Management of these is not part of the USS feature. But handled as part 
of the core snapshot implementation. USS (mainly snapview-server xlator) 
talks to the snapshot volumes (and hence the bricks) through the glfs_t 
*, and passing a glfs_object pointer. Each of these glfs instances 
represents the gfapi world for an individual snapshotted volume - 
accessing any of the snap vol bricks etc. is handled within the gfapi 
world. So to that extent, snapview-server xlator is yet another consumer 
of the handle-based gfapi calls like nfs-ganesha.

> * How does snapview-server manage user credentials for connecting
>    to snap bricks?  What if multiple users try to use the same
>    snapshot at the same time?  How does any of this interact with
>    on-wire or on-disk encryption?

No interaction with on-disk or on-wire encryption. Multiple users can 
always access the same snapshot (volume) at the same time. Why do you 
see any restrictions there? Maybe you want to know if userA can access 
the .snaps directory of another user userB? Today the credentials are 
passed as is ie. snapview-server does not play around with user-creds. 
If the snapshot volume access allows it, it goes through. Let me get 
back with more details on this one and thanks for bringing it up.

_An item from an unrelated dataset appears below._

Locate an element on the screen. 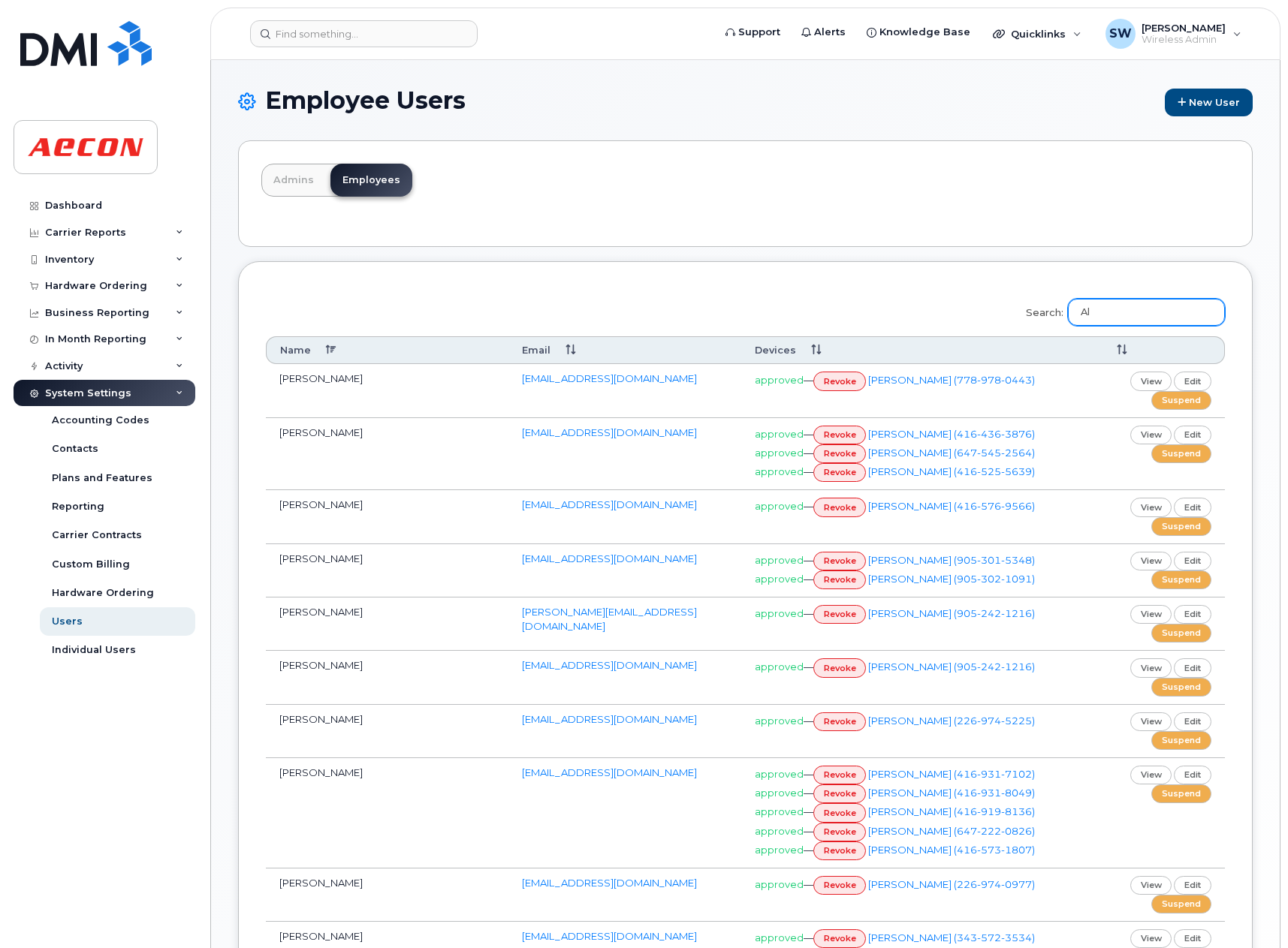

Remember that the snapshot vol is read-only. And snapview-server has 
many glfs_t *  pointers, each one pointing to each of the snapshot 
volumes (through the gfapi world).

>
> I'm sure I'll come up with more later.  Also, next time it might
> be nice to use the upstream feature proposal template *as it was
> designed* to make sure that questions like these get addressed
> where the whole community can participate in a timely fashion.
Umm...this wasn't exactly a feature "proposal" was it ;-) ? But that 
said, point taken. Will do that. Next time.

Please do send all questions you come up with and thanks for these. 
Certainly helped clarify several imp points here.